Friday, January 28, 2022

The Undying Monster (1942)


Director:  John Brahm

Writers:  Lillie Hayward, Michael Jacoby, Jessie Douglas Kerruish

Composers:  Emil Newman, David Raksin, Arthur Lange, Cyril J. Mockridge

Starring:  James Ellison, Heather Angel, John Howard, Bramwell Fletcher, Heather Thatcher, Aubrey Mather, Halliwell Hobbes

More info:  IMDb

Tagline:  Sinister! Savage! Supernatural!

Plot:  Surviving members of an aristocratic English family are threatened by a legendary monster when they venture out on chilly, foggy nights.






My rating:   6.5/10

Will I watch it again?   Nah.

 

If you're looking for some "undying monster" or werewolf action, you're going to find very little here and that's a shame.  However, what we've got is a great looking gothic mystery with a horror setting that delivers on atmosphere and a fast-paced, tight running time of just barely an hour.  It feels like a cross from a traditional werewolf movie and the Sherlock Holmes story, THE HOUND OF THE BASKERVILLES, leaning heavily on the latter.  I was struck by how good the picture looked.  The pacing is brisk and I'd even say too fast because it felt like stretching it out more would've made it better and less rushed.  But they do pack an awful lot into those 63 minutes.  The performances are good and I just loved Heather Thatcher as Christy, a lady detective that works alongside Bob (James Ellison).  She's got a dark, gallows sense of humor and she gets giddy when grisly matters are discussed.  I wanted more of her.  She was a real treat.  

 


This picture looks and feels great, much better than other B-movies of the day.  And there's a reason.  It's got a bevy of talent in front of and behind the camera.  Director John Brahm would go on to make HANGOVER SQUARE (1945), a movie I've heard great things about for decades and I only know of because of Bernard Herrmann's great score from it, art director Richard Day who went on to work on some of Hollywood's biggest classics (with nearly 300 film credits!!!), plus there are the composers, specifically David Raksin and finally cinematographer Lucien Ballard who camerawork graced the screens of a lot of famous classics including THE WILD BUNCH (1969).

 


Having seen that image before watching the movie, I was waiting for it and never saw it, not even close.  I even went back and see if I blinked for too long and couldn't find it.  Maybe it was cut from the movie and only used as a publicity still.  It looks great, though.

There's a trial in the final act that felt unnecessary but it's the last five minutes that was too much to handle.  Bob and Christy solve the case but it's another character that confesses to them that they were in on it the whole time.  Everyone has a good laugh about it and Bob and Christy take it much too lightly.  If this person confessed all of this shit like that I would've been pissed and pressed formal charges.  It was a fucked up scene considering everything that everyone had just been through.  Just sayin'.  What little werewolf action there is occurs briefly in the beginning and almost as briefly near the end with everything in between a who-done-it.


▶ _THE TASK_: Copy out each line of the entries where the word "graduates" is present.

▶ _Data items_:
== == ==

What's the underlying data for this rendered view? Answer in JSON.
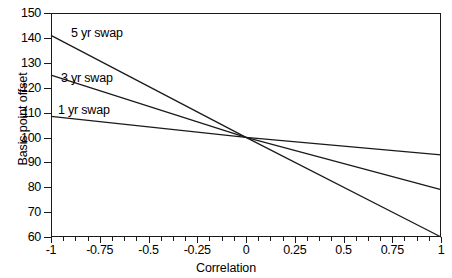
{
  "chart_data": {
    "type": "line",
    "title": "",
    "xlabel": "Correlation",
    "ylabel": "Basis point offset",
    "xlim": [
      -1,
      1
    ],
    "ylim": [
      60,
      150
    ],
    "xticks": [
      -1,
      -0.75,
      -0.5,
      -0.25,
      0,
      0.25,
      0.5,
      0.75,
      1
    ],
    "xticklabels": [
      "-1",
      "-0.75",
      "-0.5",
      "-0.25",
      "0",
      "0.25",
      "0.5",
      "0.75",
      "1"
    ],
    "yticks": [
      60,
      70,
      80,
      90,
      100,
      110,
      120,
      130,
      140,
      150
    ],
    "yticklabels": [
      "60",
      "70",
      "80",
      "90",
      "100",
      "110",
      "120",
      "130",
      "140",
      "150"
    ],
    "grid": false,
    "legend": "in-plot line labels",
    "x": [
      -1,
      0,
      1
    ],
    "series": [
      {
        "name": "5 yr swap",
        "values": [
          141,
          100,
          60
        ],
        "color": "#1a1a1a"
      },
      {
        "name": "3 yr swap",
        "values": [
          125,
          100,
          79
        ],
        "color": "#1a1a1a"
      },
      {
        "name": "1 yr swap",
        "values": [
          108.5,
          100,
          93
        ],
        "color": "#1a1a1a"
      }
    ],
    "annotations": [
      {
        "text": "5 yr swap",
        "x": -0.63,
        "y": 142
      },
      {
        "text": "3 yr swap",
        "x": -0.7,
        "y": 124
      },
      {
        "text": "1 yr swap",
        "x": -0.73,
        "y": 111
      }
    ]
  },
  "axes": {
    "y_title": "Basis point offset",
    "x_title": "Correlation"
  },
  "colors": {
    "axis": "#1a1a1a",
    "line": "#1a1a1a",
    "background": "#ffffff"
  }
}
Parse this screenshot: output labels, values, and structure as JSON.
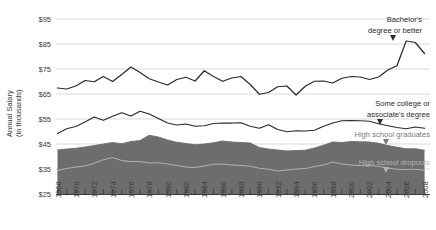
{
  "chart_data": {
    "type": "line",
    "title": "",
    "xlabel": "",
    "ylabel": "Annual Salary\n(in thousands)",
    "ylabel_line1": "Annual Salary",
    "ylabel_line2": "(in thousands)",
    "ylim": [
      25,
      95
    ],
    "ytick_labels": [
      "$95",
      "$85",
      "$75",
      "$65",
      "$55",
      "$45",
      "$35",
      "$25"
    ],
    "ytick_values": [
      95,
      85,
      75,
      65,
      55,
      45,
      35,
      25
    ],
    "grid": true,
    "legend_position": "inline-annotations",
    "xlim": [
      1968,
      2008
    ],
    "x": [
      1968,
      1969,
      1970,
      1971,
      1972,
      1973,
      1974,
      1975,
      1976,
      1977,
      1978,
      1979,
      1980,
      1981,
      1982,
      1983,
      1984,
      1985,
      1986,
      1987,
      1988,
      1989,
      1990,
      1991,
      1992,
      1993,
      1994,
      1995,
      1996,
      1997,
      1998,
      1999,
      2000,
      2001,
      2002,
      2003,
      2004,
      2005,
      2006,
      2007,
      2008
    ],
    "xtick_labels": [
      "1968",
      "1970",
      "1972",
      "1974",
      "1976",
      "1978",
      "1980",
      "1982",
      "1984",
      "1986",
      "1988",
      "1990",
      "1992",
      "1994",
      "1996",
      "1998",
      "2000",
      "2002",
      "2004",
      "2006",
      "2008"
    ],
    "series": [
      {
        "name": "Bachelor's degree or better",
        "color": "#2b2b2b",
        "fill": "none",
        "annotation": "Bachelor's\ndegree or better",
        "annotation_line1": "Bachelor's",
        "annotation_line2": "degree or better",
        "values": [
          67.4,
          67.0,
          68.2,
          70.4,
          69.9,
          72.0,
          70.0,
          72.8,
          75.8,
          73.6,
          71.1,
          69.8,
          68.6,
          70.8,
          71.7,
          70.2,
          74.3,
          72.0,
          70.1,
          71.4,
          72.0,
          68.8,
          64.9,
          65.6,
          67.9,
          68.2,
          64.6,
          68.1,
          70.1,
          70.2,
          69.4,
          71.3,
          72.0,
          71.8,
          70.8,
          71.8,
          74.6,
          76.3,
          86.2,
          85.6,
          81.2
        ]
      },
      {
        "name": "Some college or associate's degree",
        "color": "#2b2b2b",
        "fill": "none",
        "annotation": "Some college or\nassociate's degree",
        "annotation_line1": "Some college or",
        "annotation_line2": "associate's degree",
        "values": [
          49.2,
          51.1,
          52.0,
          53.8,
          55.8,
          54.5,
          56.1,
          57.5,
          56.2,
          58.1,
          57.0,
          55.2,
          53.4,
          52.6,
          53.0,
          52.1,
          52.3,
          53.2,
          53.4,
          53.4,
          53.5,
          52.1,
          51.3,
          52.7,
          50.8,
          49.9,
          50.3,
          50.2,
          50.5,
          52.1,
          53.4,
          54.3,
          54.4,
          54.3,
          54.1,
          53.1,
          52.3,
          51.6,
          51.1,
          51.8,
          51.3
        ]
      },
      {
        "name": "High school graduates",
        "color": "#6d6d6d",
        "fill": "#6d6d6d",
        "annotation": "High school graduates",
        "annotation_line1": "High school graduates",
        "values": [
          42.6,
          43.0,
          43.3,
          43.8,
          44.4,
          45.0,
          45.6,
          45.1,
          46.0,
          46.4,
          48.5,
          47.8,
          46.6,
          45.7,
          45.2,
          44.7,
          45.0,
          45.5,
          46.2,
          45.8,
          45.6,
          45.4,
          43.6,
          43.0,
          42.6,
          42.2,
          42.4,
          42.5,
          43.4,
          44.5,
          45.8,
          45.6,
          46.0,
          45.9,
          45.8,
          45.3,
          44.4,
          43.7,
          43.1,
          43.1,
          42.5
        ]
      },
      {
        "name": "High school dropouts",
        "color": "#b9b9b9",
        "fill": "#c3c3c3",
        "annotation": "High school dropouts",
        "annotation_line1": "High school dropouts",
        "values": [
          34.4,
          35.2,
          35.8,
          36.2,
          37.3,
          38.7,
          39.6,
          38.4,
          38.0,
          38.0,
          37.4,
          37.5,
          37.0,
          36.4,
          35.8,
          35.6,
          36.2,
          36.9,
          37.0,
          36.6,
          36.4,
          36.1,
          35.3,
          34.9,
          34.2,
          34.6,
          35.0,
          35.2,
          36.0,
          36.6,
          37.8,
          37.0,
          36.6,
          36.3,
          36.5,
          36.0,
          35.4,
          34.9,
          34.8,
          34.9,
          34.5
        ]
      }
    ]
  }
}
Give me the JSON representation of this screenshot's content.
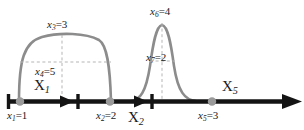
{
  "figure": {
    "colors": {
      "axis": "#141414",
      "curve": "#8c8c8c",
      "dot": "#9a9a9a",
      "dashed": "#b0b0b0",
      "text": "#1a1a1a",
      "background": "#ffffff"
    },
    "axis": {
      "y": 102,
      "start_x": 6,
      "end_x": 300,
      "ticks_x": [
        8,
        78,
        152
      ],
      "inner_arrow_x": [
        70,
        144
      ],
      "end_arrow_x": 300
    },
    "points": [
      {
        "name": "point-x1",
        "cx": 20,
        "label_below": "x",
        "sub_below": "1",
        "value_below": "=1",
        "label_above": "X",
        "sub_above": "1"
      },
      {
        "name": "point-x2",
        "cx": 110,
        "label_below": "x",
        "sub_below": "2",
        "value_below": "=2",
        "label_above": "X",
        "sub_above": "2"
      },
      {
        "name": "point-x5",
        "cx": 212,
        "label_below": "x",
        "sub_below": "5",
        "value_below": "=3",
        "label_above": "X",
        "sub_above": "5"
      }
    ],
    "curve_labels": [
      {
        "name": "label-x3",
        "var": "x",
        "sub": "3",
        "value": "=3"
      },
      {
        "name": "label-x4",
        "var": "x",
        "sub": "4",
        "value": "=5"
      },
      {
        "name": "label-x6",
        "var": "x",
        "sub": "6",
        "value": "=4"
      },
      {
        "name": "label-x7",
        "var": "x",
        "sub": "7",
        "value": "=2"
      }
    ],
    "axis_labels": [
      {
        "name": "label-X1",
        "var": "X",
        "sub": "1"
      },
      {
        "name": "label-X2",
        "var": "X",
        "sub": "2"
      },
      {
        "name": "label-X5",
        "var": "X",
        "sub": "5"
      }
    ],
    "point_labels": [
      {
        "name": "label-x1",
        "var": "x",
        "sub": "1",
        "value": "=1"
      },
      {
        "name": "label-x2",
        "var": "x",
        "sub": "2",
        "value": "=2"
      },
      {
        "name": "label-x5",
        "var": "x",
        "sub": "5",
        "value": "=3"
      }
    ]
  }
}
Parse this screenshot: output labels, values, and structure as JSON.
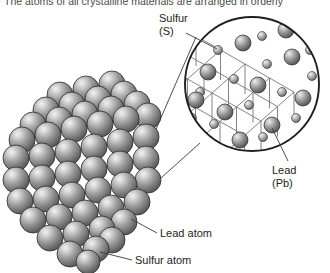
{
  "figure": {
    "caption": "The atoms of all crystalline materials are arranged in orderly",
    "background_color": "#ffffff",
    "width": 330,
    "height": 273
  },
  "labels": {
    "sulfur_element": "Sulfur\n(S)",
    "sulfur_element_line1": "Sulfur",
    "sulfur_element_line2": "(S)",
    "lead_element_line1": "Lead",
    "lead_element_line2": "(Pb)",
    "lead_atom": "Lead atom",
    "sulfur_atom": "Sulfur atom"
  },
  "colors": {
    "sphere_base": "#8f8f8f",
    "sphere_highlight": "#e8e8e8",
    "sphere_shadow": "#4f4f4f",
    "outline": "#2b2b2b",
    "lattice_line": "#6e6e6e",
    "leader_line": "#3a3a3a",
    "text": "#1d1d1d",
    "caption_text": "#4a4a4a"
  },
  "crystal_model": {
    "name": "close-packed-sphere-crystal",
    "description": "Cubic close-packed cluster of spheres representing a galena crystal",
    "sphere_radius": 13,
    "spheres": [
      {
        "cx": 60,
        "cy": 95,
        "r": 13
      },
      {
        "cx": 86,
        "cy": 89,
        "r": 13
      },
      {
        "cx": 112,
        "cy": 84,
        "r": 13
      },
      {
        "cx": 46,
        "cy": 110,
        "r": 13
      },
      {
        "cx": 72,
        "cy": 105,
        "r": 13
      },
      {
        "cx": 98,
        "cy": 99,
        "r": 13
      },
      {
        "cx": 124,
        "cy": 94,
        "r": 13
      },
      {
        "cx": 33,
        "cy": 125,
        "r": 13
      },
      {
        "cx": 59,
        "cy": 120,
        "r": 13
      },
      {
        "cx": 85,
        "cy": 114,
        "r": 13
      },
      {
        "cx": 111,
        "cy": 109,
        "r": 13
      },
      {
        "cx": 137,
        "cy": 104,
        "r": 13
      },
      {
        "cx": 22,
        "cy": 140,
        "r": 13
      },
      {
        "cx": 48,
        "cy": 135,
        "r": 13
      },
      {
        "cx": 74,
        "cy": 129,
        "r": 13
      },
      {
        "cx": 100,
        "cy": 124,
        "r": 13
      },
      {
        "cx": 126,
        "cy": 119,
        "r": 13
      },
      {
        "cx": 148,
        "cy": 116,
        "r": 13
      },
      {
        "cx": 16,
        "cy": 158,
        "r": 13
      },
      {
        "cx": 42,
        "cy": 156,
        "r": 13
      },
      {
        "cx": 68,
        "cy": 152,
        "r": 13
      },
      {
        "cx": 94,
        "cy": 147,
        "r": 13
      },
      {
        "cx": 120,
        "cy": 142,
        "r": 13
      },
      {
        "cx": 146,
        "cy": 137,
        "r": 13
      },
      {
        "cx": 16,
        "cy": 180,
        "r": 13
      },
      {
        "cx": 42,
        "cy": 178,
        "r": 13
      },
      {
        "cx": 68,
        "cy": 174,
        "r": 13
      },
      {
        "cx": 94,
        "cy": 169,
        "r": 13
      },
      {
        "cx": 120,
        "cy": 164,
        "r": 13
      },
      {
        "cx": 146,
        "cy": 159,
        "r": 13
      },
      {
        "cx": 20,
        "cy": 201,
        "r": 13
      },
      {
        "cx": 46,
        "cy": 199,
        "r": 13
      },
      {
        "cx": 72,
        "cy": 195,
        "r": 13
      },
      {
        "cx": 98,
        "cy": 190,
        "r": 13
      },
      {
        "cx": 124,
        "cy": 185,
        "r": 13
      },
      {
        "cx": 148,
        "cy": 180,
        "r": 13
      },
      {
        "cx": 33,
        "cy": 220,
        "r": 13
      },
      {
        "cx": 59,
        "cy": 217,
        "r": 13
      },
      {
        "cx": 85,
        "cy": 213,
        "r": 13
      },
      {
        "cx": 111,
        "cy": 208,
        "r": 13
      },
      {
        "cx": 137,
        "cy": 202,
        "r": 13
      },
      {
        "cx": 50,
        "cy": 238,
        "r": 13
      },
      {
        "cx": 76,
        "cy": 234,
        "r": 13
      },
      {
        "cx": 102,
        "cy": 229,
        "r": 13
      },
      {
        "cx": 124,
        "cy": 222,
        "r": 13
      },
      {
        "cx": 70,
        "cy": 254,
        "r": 13
      },
      {
        "cx": 96,
        "cy": 249,
        "r": 13
      },
      {
        "cx": 112,
        "cy": 240,
        "r": 13
      },
      {
        "cx": 88,
        "cy": 262,
        "r": 12
      }
    ]
  },
  "magnifier": {
    "name": "lattice-magnifier-circle",
    "cx": 252,
    "cy": 84,
    "r": 68,
    "description": "Magnified ball-and-stick view of the PbS cubic lattice"
  },
  "lattice": {
    "large_sphere_radius": 8,
    "small_sphere_radius": 4.5,
    "large_spheres": [
      {
        "cx": 243,
        "cy": 43
      },
      {
        "cx": 292,
        "cy": 57
      },
      {
        "cx": 208,
        "cy": 72
      },
      {
        "cx": 258,
        "cy": 85
      },
      {
        "cx": 303,
        "cy": 98
      },
      {
        "cx": 225,
        "cy": 112
      },
      {
        "cx": 272,
        "cy": 125
      },
      {
        "cx": 240,
        "cy": 140
      },
      {
        "cx": 196,
        "cy": 100
      },
      {
        "cx": 286,
        "cy": 30
      }
    ],
    "small_spheres": [
      {
        "cx": 218,
        "cy": 50
      },
      {
        "cx": 267,
        "cy": 64
      },
      {
        "cx": 312,
        "cy": 76
      },
      {
        "cx": 234,
        "cy": 79
      },
      {
        "cx": 282,
        "cy": 92
      },
      {
        "cx": 200,
        "cy": 92
      },
      {
        "cx": 249,
        "cy": 105
      },
      {
        "cx": 296,
        "cy": 118
      },
      {
        "cx": 214,
        "cy": 124
      },
      {
        "cx": 263,
        "cy": 137
      },
      {
        "cx": 262,
        "cy": 36
      },
      {
        "cx": 310,
        "cy": 50
      },
      {
        "cx": 192,
        "cy": 118
      }
    ]
  },
  "leader_lines": [
    {
      "name": "crystal-to-magnifier-upper",
      "x1": 150,
      "y1": 143,
      "x2": 196,
      "y2": 37
    },
    {
      "name": "crystal-to-magnifier-lower",
      "x1": 152,
      "y1": 186,
      "x2": 200,
      "y2": 143
    },
    {
      "name": "sulfur-element-pointer",
      "x1": 186,
      "y1": 32,
      "x2": 218,
      "y2": 50
    },
    {
      "name": "lead-element-pointer",
      "x1": 288,
      "y1": 161,
      "x2": 271,
      "y2": 128
    },
    {
      "name": "lead-atom-pointer",
      "x1": 157,
      "y1": 233,
      "x2": 131,
      "y2": 219
    },
    {
      "name": "sulfur-atom-pointer",
      "x1": 132,
      "y1": 260,
      "x2": 100,
      "y2": 252
    }
  ]
}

== == ==

▶ _RESPONSE_:
        "name": "High school graduates",
        "annotation": "High school graduates",
        "annotation_line1": "High school graduates",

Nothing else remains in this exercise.